Not that I can't get absolutely anything open, but sometimes it's nice to be able to do so with minimal damage.
I wonder if some day there will be a video codec that is essentially a standard distribution of a very precise and extremely fast text-to-video model (like SmartTurboDiffusion-2027 or something). Because surely there are limits to text, but even the example you gave does not seem to me to be beyond the reach of a text description, given a certain level of precision and capability in the model.

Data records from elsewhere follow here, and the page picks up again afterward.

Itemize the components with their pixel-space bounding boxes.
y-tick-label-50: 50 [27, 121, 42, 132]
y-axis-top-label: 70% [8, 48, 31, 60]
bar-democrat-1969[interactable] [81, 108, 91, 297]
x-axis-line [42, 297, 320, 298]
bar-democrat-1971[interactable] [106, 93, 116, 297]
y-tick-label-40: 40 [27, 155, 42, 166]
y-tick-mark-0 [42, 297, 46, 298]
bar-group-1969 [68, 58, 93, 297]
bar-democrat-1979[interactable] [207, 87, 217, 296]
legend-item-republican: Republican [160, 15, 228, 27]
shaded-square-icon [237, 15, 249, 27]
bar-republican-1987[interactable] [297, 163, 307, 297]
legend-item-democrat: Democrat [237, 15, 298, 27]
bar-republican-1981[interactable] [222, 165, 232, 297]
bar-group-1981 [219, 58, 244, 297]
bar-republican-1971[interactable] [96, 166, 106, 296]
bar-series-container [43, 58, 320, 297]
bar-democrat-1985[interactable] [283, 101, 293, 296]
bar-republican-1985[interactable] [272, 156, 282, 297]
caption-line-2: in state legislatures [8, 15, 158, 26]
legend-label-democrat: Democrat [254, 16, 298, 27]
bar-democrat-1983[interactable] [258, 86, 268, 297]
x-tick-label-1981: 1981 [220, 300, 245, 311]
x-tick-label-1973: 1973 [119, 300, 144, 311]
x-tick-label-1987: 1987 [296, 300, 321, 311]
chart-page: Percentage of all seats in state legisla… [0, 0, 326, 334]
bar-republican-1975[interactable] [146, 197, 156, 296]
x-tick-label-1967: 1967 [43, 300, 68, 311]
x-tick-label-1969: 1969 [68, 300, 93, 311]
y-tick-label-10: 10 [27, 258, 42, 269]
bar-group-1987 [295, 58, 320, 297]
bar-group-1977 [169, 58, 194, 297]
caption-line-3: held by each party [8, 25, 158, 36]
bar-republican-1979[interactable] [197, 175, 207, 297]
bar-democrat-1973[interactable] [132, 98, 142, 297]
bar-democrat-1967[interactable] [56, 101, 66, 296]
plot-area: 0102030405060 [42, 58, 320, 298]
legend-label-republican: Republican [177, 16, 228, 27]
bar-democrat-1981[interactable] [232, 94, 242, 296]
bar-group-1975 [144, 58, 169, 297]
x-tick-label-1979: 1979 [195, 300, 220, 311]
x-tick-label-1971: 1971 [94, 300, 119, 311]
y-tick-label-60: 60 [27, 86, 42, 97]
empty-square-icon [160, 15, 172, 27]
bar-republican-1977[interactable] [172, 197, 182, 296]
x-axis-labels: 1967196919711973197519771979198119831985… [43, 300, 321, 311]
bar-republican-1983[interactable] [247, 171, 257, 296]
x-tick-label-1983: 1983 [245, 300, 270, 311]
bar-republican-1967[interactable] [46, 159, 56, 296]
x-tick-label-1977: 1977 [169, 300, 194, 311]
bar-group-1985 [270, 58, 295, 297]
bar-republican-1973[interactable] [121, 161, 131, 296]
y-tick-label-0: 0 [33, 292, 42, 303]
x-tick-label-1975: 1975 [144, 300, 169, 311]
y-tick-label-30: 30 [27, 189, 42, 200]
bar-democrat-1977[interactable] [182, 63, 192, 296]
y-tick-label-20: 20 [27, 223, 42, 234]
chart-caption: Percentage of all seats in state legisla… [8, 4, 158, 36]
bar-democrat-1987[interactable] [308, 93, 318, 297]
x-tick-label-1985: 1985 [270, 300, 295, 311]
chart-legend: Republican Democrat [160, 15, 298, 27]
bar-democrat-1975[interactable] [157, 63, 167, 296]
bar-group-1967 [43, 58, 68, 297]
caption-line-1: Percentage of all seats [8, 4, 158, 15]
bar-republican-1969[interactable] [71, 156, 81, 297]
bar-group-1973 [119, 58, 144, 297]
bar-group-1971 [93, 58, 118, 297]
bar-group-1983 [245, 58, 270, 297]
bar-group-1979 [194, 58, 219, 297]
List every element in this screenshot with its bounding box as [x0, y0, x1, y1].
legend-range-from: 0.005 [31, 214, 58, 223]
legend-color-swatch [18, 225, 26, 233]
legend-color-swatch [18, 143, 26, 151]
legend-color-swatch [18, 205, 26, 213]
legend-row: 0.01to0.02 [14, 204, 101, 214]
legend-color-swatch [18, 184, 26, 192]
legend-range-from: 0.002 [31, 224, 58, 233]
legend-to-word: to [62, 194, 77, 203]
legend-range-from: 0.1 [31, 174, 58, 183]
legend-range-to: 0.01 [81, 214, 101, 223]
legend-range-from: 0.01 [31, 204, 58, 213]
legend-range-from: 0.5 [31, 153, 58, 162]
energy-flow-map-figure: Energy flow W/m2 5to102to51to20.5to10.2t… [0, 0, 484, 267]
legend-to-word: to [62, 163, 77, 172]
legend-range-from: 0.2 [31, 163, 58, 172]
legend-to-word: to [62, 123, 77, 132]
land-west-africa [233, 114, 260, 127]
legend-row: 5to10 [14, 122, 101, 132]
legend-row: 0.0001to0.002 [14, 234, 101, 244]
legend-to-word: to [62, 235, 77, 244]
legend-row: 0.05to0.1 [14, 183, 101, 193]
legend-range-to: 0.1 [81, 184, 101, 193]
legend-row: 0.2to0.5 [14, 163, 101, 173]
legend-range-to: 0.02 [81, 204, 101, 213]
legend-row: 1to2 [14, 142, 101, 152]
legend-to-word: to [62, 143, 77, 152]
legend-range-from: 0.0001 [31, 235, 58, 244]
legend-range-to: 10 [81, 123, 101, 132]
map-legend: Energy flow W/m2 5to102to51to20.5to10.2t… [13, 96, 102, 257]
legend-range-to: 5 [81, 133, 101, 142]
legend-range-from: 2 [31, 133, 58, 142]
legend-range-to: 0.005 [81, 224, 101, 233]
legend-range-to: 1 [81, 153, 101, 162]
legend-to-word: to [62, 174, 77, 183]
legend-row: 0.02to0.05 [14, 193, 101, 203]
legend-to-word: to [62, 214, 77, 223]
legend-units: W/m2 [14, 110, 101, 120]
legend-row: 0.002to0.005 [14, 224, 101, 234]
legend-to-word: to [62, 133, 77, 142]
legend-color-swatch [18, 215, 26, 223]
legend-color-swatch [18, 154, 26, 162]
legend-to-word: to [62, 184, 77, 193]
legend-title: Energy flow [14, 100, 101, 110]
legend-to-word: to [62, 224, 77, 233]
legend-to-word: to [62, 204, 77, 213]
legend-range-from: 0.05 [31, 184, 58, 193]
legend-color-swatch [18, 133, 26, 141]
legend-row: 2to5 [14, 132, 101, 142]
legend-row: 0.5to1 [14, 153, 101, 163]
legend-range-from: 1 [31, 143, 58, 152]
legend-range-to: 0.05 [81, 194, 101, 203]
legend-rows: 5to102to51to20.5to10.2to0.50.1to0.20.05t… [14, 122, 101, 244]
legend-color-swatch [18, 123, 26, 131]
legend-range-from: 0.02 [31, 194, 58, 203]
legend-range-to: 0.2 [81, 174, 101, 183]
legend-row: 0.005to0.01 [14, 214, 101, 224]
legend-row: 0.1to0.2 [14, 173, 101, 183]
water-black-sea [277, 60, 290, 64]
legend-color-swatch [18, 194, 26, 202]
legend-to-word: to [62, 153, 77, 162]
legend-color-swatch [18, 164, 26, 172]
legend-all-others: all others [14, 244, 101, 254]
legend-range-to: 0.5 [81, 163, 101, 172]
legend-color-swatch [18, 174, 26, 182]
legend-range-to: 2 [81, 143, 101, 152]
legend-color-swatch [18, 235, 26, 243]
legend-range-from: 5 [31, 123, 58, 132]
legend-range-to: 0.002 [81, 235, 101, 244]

And we now have faster than realtime text to video.
(2014) Popular in:
2021 (570 points, 339 comments) https://news.ycombinator.com/item?id=26164001
2015 (156 points, 69 comments) https://news.ycombinator.com/item?id=10284202
2014 (355 points, 196 comments) https://news.ycombinator.com/item?id=8451271
With LLMs, the text format should be more popular than ever, yet we still see people pushing binary protocols like ProtoBuf for a measly 20% bandwidth advantage which is lost after GZIPing the equivalent JSON... Or a 30% CPU advantage on the serialization aspect which becomes like a 1% advantage once you consider the cost of deserialization in the context of everything else that's going on in the system which uses far more CPU.
It's almost like some people think human-readability, transparency and maintainability are negatives!
This is one of the core reason I've been focused on building small tools for myself using Emacs and the shell (currently ksh on OpenBSD). HTML and the Web is good, but only in its basic form. A lot of stuff fancies themselves being applications and magazines and they are very much unusable.
Related: https://sive.rs/plaintext
The older I get, the more I appreciate texts (any).
Videos, podcasts... I have them transcribed because even though I like listening to music, podcasts are best written for speed of comprehension... (at least for me, I don't know about others).
Audio is horrible (for me) for information transfer - reading (90% of the time) is where it's at
Not sure why that is either - because I look at people extolling the virtues of podcasts, saying that they are able to multi task (eg. driving, walking, eat dinner), and still hear the message - which leaves me aghast
Post from the creator of Rust, 11 years ago. Highly relevant to today.
The last 2 paragraphs were quite poetic.